Key Elements of Innovation

To move forward we needed a structure that recognized, valued, and improved upon what we do best, was aligned with our institutional priorities, and positioned us to maximize our potential. First, we developed eight Constituency Teams focused on critical user groups in our community (Business/Government, Children, City of Readers, Cultural Center, Health, Portland History, Science/Technology, and Teens). Each Team is led by a Team Leader, overseen by a Coordinator, and filled out by allied staff members or individuals from partner organizations. Each Team sets goals; develops workplans to accomplish these goals; manages budgets for materials, programs, staff development, and promotion; and measures outcomes.

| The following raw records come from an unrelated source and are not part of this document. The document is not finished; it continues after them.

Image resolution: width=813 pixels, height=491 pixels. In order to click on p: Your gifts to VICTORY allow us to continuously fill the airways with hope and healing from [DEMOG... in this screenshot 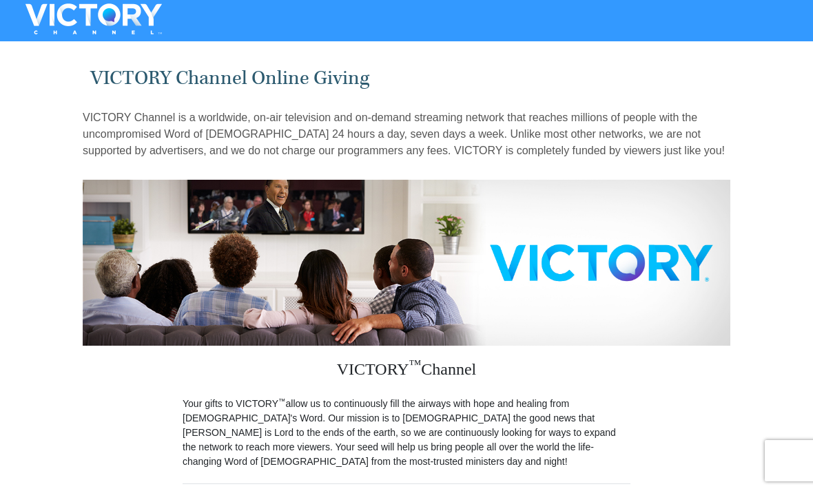, I will do `click(407, 433)`.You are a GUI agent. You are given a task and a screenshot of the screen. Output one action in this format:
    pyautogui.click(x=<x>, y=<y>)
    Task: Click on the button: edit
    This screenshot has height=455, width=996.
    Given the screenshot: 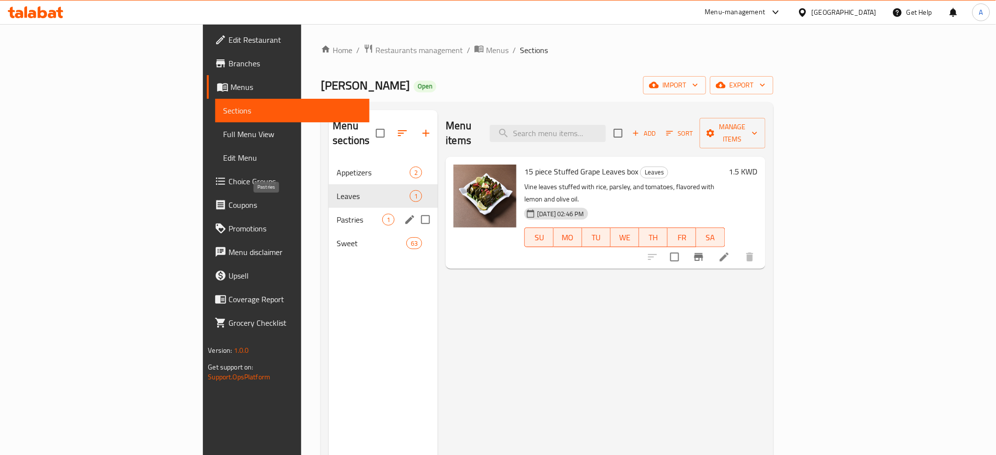 What is the action you would take?
    pyautogui.click(x=410, y=220)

The underlying expectations and elements for each Team are similar -- emphasizing services, collections, programs, collaboration opportunities, and communication (internal and external). We developed three Service Center Teams to focus on the user experience in each of our service environments – Walk-In, Connect-In, and Portable Library (bookmobile and offsite collections). We also developed six Infrastructure Teams to build platforms, absorb overhead, develop strategic directions, and find needed resources. Migrating from a traditional departmental structure to this Team strategy that emphasizes broad leadership, relative independence, and area accountability requires staff development, candid conversation, and new staffing logic which are still in development. With an emphasis on tapping the creativity and unique skills of staff beyond the “professional” classifications and “desk time” commitments, we recognized that focused work, creative expression, advancement of individual skills, and job enjoyment are tremendous incentives, and we continue to pursue ways to fund the broadest staff participation in our Teams.


Achieved Outcomes

Organizational cultural shift takes time and is organic and evolutionary – we are four years into the process and not done yet. Still, we have learned that the benefits of this strategy are significant and we are committed to pursue the path. Already we see signs that our circulation, attendance at our learning and cultural events, visits, social media contacts, and level of engagement with a widening circle of community partners and initiatives are on a steady rise, and the commitment of funders demonstrates we are headed in a very successful direction. Over the last year, in the context of this structure, we have been able to reestablish our bookmobile service, launch several new initiatives, and implement new technology platforms (e.g., BiblioCommons and Digital Commons). This Team structure has given us focus and self-awareness so we can better communicate what the Library does, whom we serve, the experiences and expectations we offer, the challenges to our infrastructure, the principles and priorities we champion, and who are our best partners. We now know who takes leadership to pursue each conversation, and it has led us to develop more constructive ways to communicate amongst ourselves that adds to our productivity and unity. This must be a flexible, dynamic, and constantly evolving strategy that responds to our constituencies’ needs first and foremost. As the Service Teams express their expertise and connect more fully, we see ourselves contributing the greatest value and relevance as a transformational force throughout our City and region.